If you can get this right, then long term success in my mind is much more assured. Why? For me, the answer is that someone else can share the burden of the failures, and you can help each other when one may stop or fail. It is easy to keep going and be positive when things are going well, but when things are going badly you need all the support you can get. Stopping when things fail or go wrong is the easiest thing to do, so a team, in my mind works well.

Having said that, there are times when ones conviction of the right steps to take may become diluted or changed by a partner. This means that communication and dialog between you is essential if you are to benefit from having a partner, so that you can keep discussing the best action to take until the logic and benefits are clear.

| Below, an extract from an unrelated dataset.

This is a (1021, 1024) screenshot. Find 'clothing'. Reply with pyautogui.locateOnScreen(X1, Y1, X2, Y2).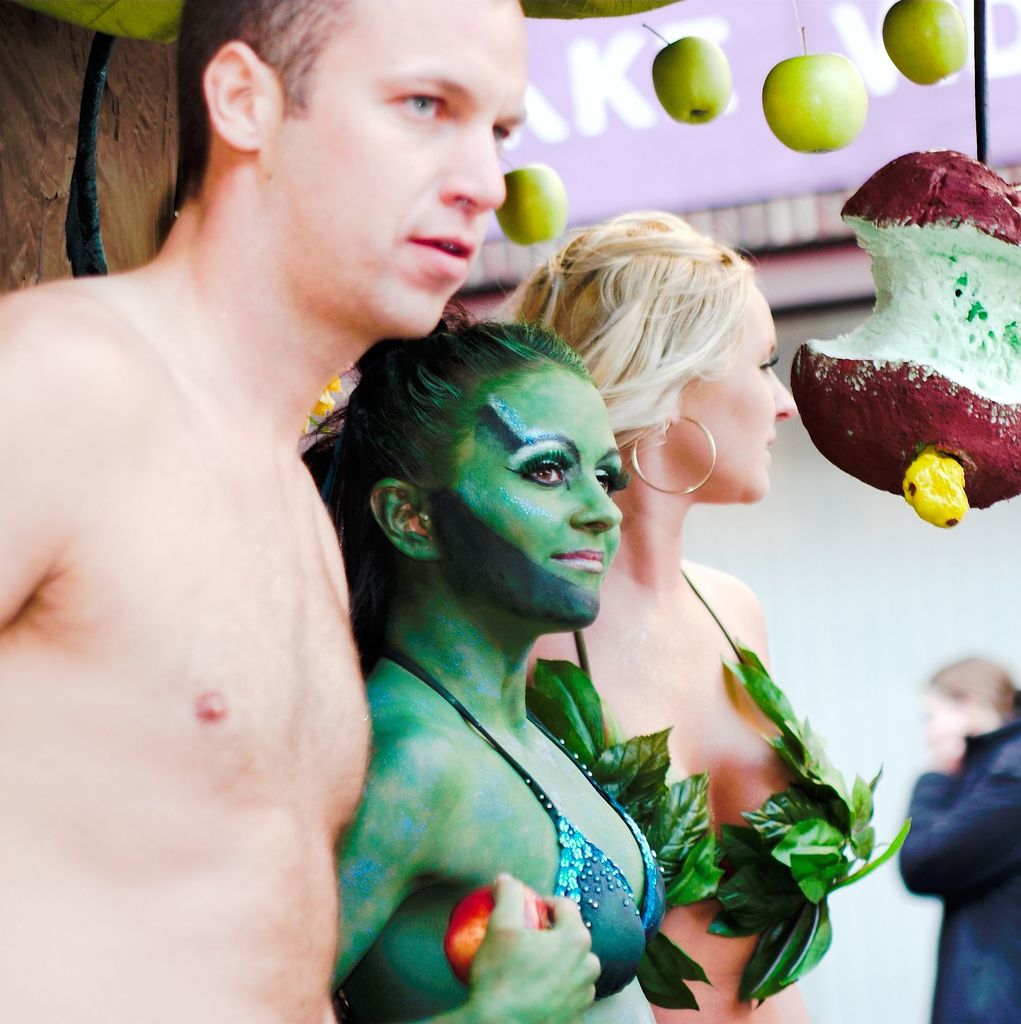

Some key points for me are:

  1. You need someone who shares your passion and belief in the product or service you want to provide.
  1. You need someone that can talk honestly and openly to you, and that you can talk openly to them. Many times you can stop going down a blind alley, by listening to someone who has a different point of view.
  1. Ideally you want to have complimentary skills and personalities. For example, I see glasses as half empty, and my business partner sees them as half full. I am very cautious and look at all the things that can go wrong. He looks at the positives. If it was my company alone,  then I would not finish anything, as it would never be quite perfect. If he ran the company alone, I think products would be released too early, without an adequate number of teething problems fixed. Instead, we have arguments, discussions and late nights, finalizing products and putting in the last ounce of extra energy, to make sure we get products out and in as good a release state as is viable. So, you do not always want to agree or always have the same ideas. If that were the case, then there would be much less need for both of you to be in the company – one would do.
  1. Ideally, and I have not had this, you want a third person with business and money experience. In a book I read about Walt Disney, and his early years of unsure growth, his brother was the money man, and Walt was the ideas man. Walt did not have to learn all the ways of the money world, and his brother was able to secure the finances needed to grow the company at each stage. This has been my biggest problem – finding a money man you can trust! I do not have a money man brother – if you do, use their skills to good advantage!